The government’s calculations on the cost of nuclear power are misleading and zero growth in electricity demand is the solution for Taiwan’s energy problems, anti-nuclear activists said yesterday at a public hearing on achieving a low-carbon, nuclear-free homeland held at the Legislative Yuan in Taipei.
However, the Bureau of Energy said that zero growth in power demand would be nearly impossible to achieve in the near future.
“The two goals [low-carbon and nuclear-free] cannot coexist,” National Tsing Hua University nuclear engineering professor Lee Min (李敏) said.
Saying that wanting these two aims at once was like “wanting the horses to grow strong, but not letting them eat grass,” Gibson Engineers president Chen Li-cheng (陳立誠) said that the two goals cannot be linked because “if we shut down the nation’s three operating nuclear power plants, the increase in carbon emissions would equal the amount emitted by all of the vehicles in Taiwan.”
“Even if we generate electricity using natural gas in the most efficient way possible ... carbon emissions from gas plants will still be 14 times higher than that of nuclear power plants,” Tamkang University economics professor Liao Huei-chu (廖惠珠) said.
However, Green Consumers’ Foundation chairman Jay Fang (方儉) said that statistics provided by the Bureau of Energy in 2010 showed that the cost of nuclear-generated electricity is NT$0.64 per kilowatt hour (kWh), but data from the US Department of Energy showed that the cost of such electricity is actually between NT$3.30 and NT$3.50 per kWh.
“It is very dangerous for the government to keep using misleading statistics to make policies,” he said, adding that the government should publish its cost formula for everyone to examine.
Green Citizens’ Action Alliance secretary-general Lai Wei-chieh (賴偉傑) said the government has always linked economic growth to increased electricity demand to argue that nuclear power cannot be abolished without hurting the economy. However, though it has consistently overestimated power demand over the past decade and wasted vast electricity reserves, it still uses the same formula to estimate a 25 percent growth in demand by 2020.
Statistics show that the income of company owners has grown from 40 percent of national GDP to 50 percent, while the average salary has stagnated, Lai added. This indicates that GDP growth has increased inequality, so the government should reconsider whether economic growth predicated on high electricity consumption is benefiting everyone.
When the hearing ended at noon, there was still no clear consensus.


WORK TO COMPLETE: Output the entries below unchanged, except for the pictures.

SUPPLIED MATERIAL: Begin

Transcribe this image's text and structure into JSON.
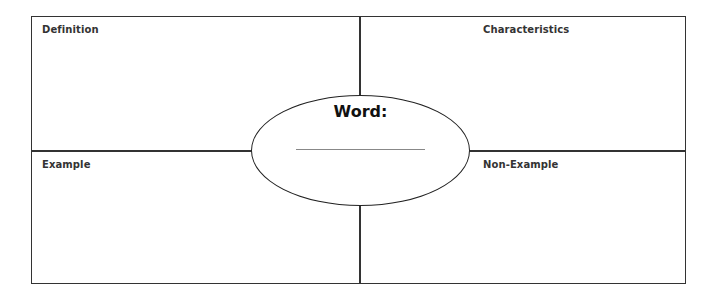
{
  "organizer": {
    "quadrants": {
      "top_left": "Definition",
      "top_right": "Characteristics",
      "bottom_left": "Example",
      "bottom_right": "Non-Example"
    },
    "center": {
      "label": "Word:",
      "answer_value": ""
    }
  }
}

SUPPLIED MATERIAL: End

WRITTEN SOLUTION:
Transcribe this image's text and structure into JSON.
{
  "organizer": {
    "quadrants": {
      "top_left": "Definition",
      "top_right": "Characteristics",
      "bottom_left": "Example",
      "bottom_right": "Non-Example"
    },
    "center": {
      "label": "Word:",
      "answer_value": ""
    }
  }
}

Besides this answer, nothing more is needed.